The Hugo Awards, among the highest honors for writers in the genre, simply listed “No Award” for five categories this weekend at the 73rd World Science Fiction Convention (a.k.a. Worldcon) in Spokane, Washington. According to the announcement, the five categories without winners “equals the total number of times that WSFS members have presented No Award in the entire history of the Hugo Awards, most recently in 1977.”

Blame two factions of men’s advocacy groups calling themselves the Sad Puppies and the Rapid Puppies. Both exploited a loophole in the Hugos’ “people’s choice” vote to stuff the ballot box with white male nominees.

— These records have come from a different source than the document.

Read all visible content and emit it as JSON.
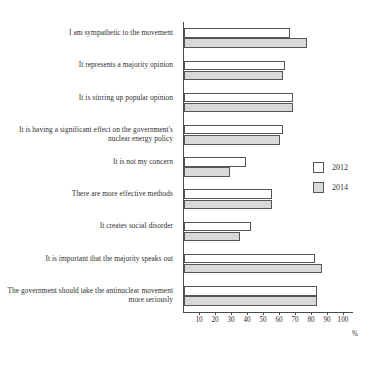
{
  "chart_data": {
    "type": "bar",
    "orientation": "horizontal",
    "title": "",
    "xlabel": "%",
    "ylabel": "",
    "xlim": [
      0,
      100
    ],
    "grid": false,
    "legend_position": "center-right",
    "categories": [
      "I am sympathetic to the movement",
      "It represents a majority opinion",
      "It is stirring up popular opinion",
      "It is having a significant effect on the government's nuclear energy policy",
      "It is not my concern",
      "There are more effective methods",
      "It creates social disorder",
      "It is important that the majority speaks out",
      "The government should take the antinuclear movement more seriously"
    ],
    "series": [
      {
        "name": "2012",
        "color": "#ffffff",
        "values": [
          66,
          63,
          68,
          62,
          39,
          55,
          42,
          82,
          83
        ]
      },
      {
        "name": "2014",
        "color": "#d9d9d9",
        "values": [
          77,
          62,
          68,
          60,
          29,
          55,
          35,
          86,
          83
        ]
      }
    ],
    "ticks": [
      10,
      20,
      30,
      40,
      50,
      60,
      70,
      80,
      90,
      100
    ]
  },
  "legend": {
    "entries": [
      {
        "label": "2012"
      },
      {
        "label": "2014"
      }
    ]
  },
  "axis": {
    "unit": "%"
  }
}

The groups contend that sci-fi has been inundated with social-justice-minded stories instead of, like, the same old white dudes with laser guns fighting aliens. To them, the Hugos have turned into an “affirmative action award” that has strayed away from writers they see as carrying on the legitimacy of the genre.

Followers of the Puppies flooded the vote, with a record 11,300 people buying in to Worldcon’s $40 membership dues to be eligible to vote. In all, 5,950 people voted, a 65 percent bump over the previous record. The Hugos picked up on the ballot-stuffing, and none of the Puppies’ picks won. Game of Thrones writer George R. R. Martin led the charge to denounce the groups. Others pointed to the idiot-irony of these men voting pro-status quo in a genre that has always pointed toward diverse, imaginative futures.

So what next? The Hugos haven’t announced if or how the voting will change, but a logical first step would be to regulate that process a bit. Democracy’s greatest strength — mob rule, in effect — is also its easiest hack. Protecting the awards from getting overrun by rando creeps will require a bit of imagination, but fortunately sci-fi has never lacked for that.